2/10/2015
Among other things...
WASHINGTON – DNA and medical records from 1 million volunteers in the United States will provide a mother lode of data for scientists trying to determine the causes of cancer and other maladies with an eye toward individualized treatment and prevention.
The data gathering is part of President Barack Obama’s “precision medicine” initiative and the administration has included $215 million for the effort in its proposed 2016 budget.
Adolfo Ferrando, associate professor of Pediatrics and Pathology at the Columbia University Institute for Cancer Genetics, said Obama’s initiative “is the latest chapter” in the transformation of medicine through the incorporation of more detailed and specific information on how diseases work.
In the case of cancer, Ferrando said the identification of genetic markers for specific mutations has an impact on the selection of treatments, the intensity of treatment and, in some cases, on specific medications.
The presidential initiative’s novelty, he said, is that it will look at the global genome, not just specific gene mutations, and that it will include data from healthy individuals.
“The data collected will not be only about diseases the individuals may have, but also about activities that modulate gene activity: behavior, diet, and lifestyle,” he said.
The database, which includes privacy protections, will be available for the international scientific community, allowing researchers “to have a more comprehensive vision about the weight of genetic variations on the development of diseases,” Ferrando said.
While there is no estimate of when the database will be complete, Ferrando’s colleague Raul Rabadan, a theoretical physicist with Columbia University’s Department of Systems Biology, said “the plan is viable.”
Rabadan pointed out that the cost of sequencing a human genome has fallen from $100 million initially to roughly $3,000 now.
Both researches agreed that the challenge for the scientific community will be to develop methods to navigate the “ocean of data” and to convert the information into clinical tools with “predictive markers” for specific diseases.
source
Among other things...
WASHINGTON – DNA and medical records from 1 million volunteers in the United States will provide a mother lode of data for scientists trying to determine the causes of cancer and other maladies with an eye toward individualized treatment and prevention.
The data gathering is part of President Barack Obama’s “precision medicine” initiative and the administration has included $215 million for the effort in its proposed 2016 budget.
Adolfo Ferrando, associate professor of Pediatrics and Pathology at the Columbia University Institute for Cancer Genetics, said Obama’s initiative “is the latest chapter” in the transformation of medicine through the incorporation of more detailed and specific information on how diseases work.
In the case of cancer, Ferrando said the identification of genetic markers for specific mutations has an impact on the selection of treatments, the intensity of treatment and, in some cases, on specific medications.

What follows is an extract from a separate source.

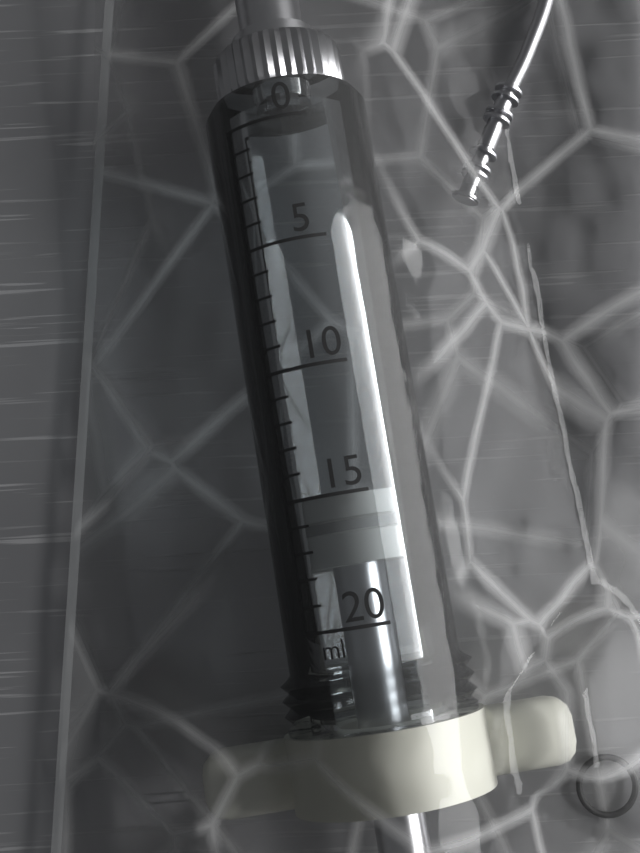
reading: 15 ml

The presidential initiative’s novelty, he said, is that it will look at the global genome, not just specific gene mutations, and that it will include data from healthy individuals.
“The data collected will not be only about diseases the individuals may have, but also about activities that modulate gene activity: behavior, diet, and lifestyle,” he said.
The database, which includes privacy protections, will be available for the international scientific community, allowing researchers “to have a more comprehensive vision about the weight of genetic variations on the development of diseases,” Ferrando said.
While there is no estimate of when the database will be complete, Ferrando’s colleague Raul Rabadan, a theoretical physicist with Columbia University’s Department of Systems Biology, said “the plan is viable.”
Rabadan pointed out that the cost of sequencing a human genome has fallen from $100 million initially to roughly $3,000 now.
Both researches agreed that the challenge for the scientific community will be to develop methods to navigate the “ocean of data” and to convert the information into clinical tools with “predictive markers” for specific diseases.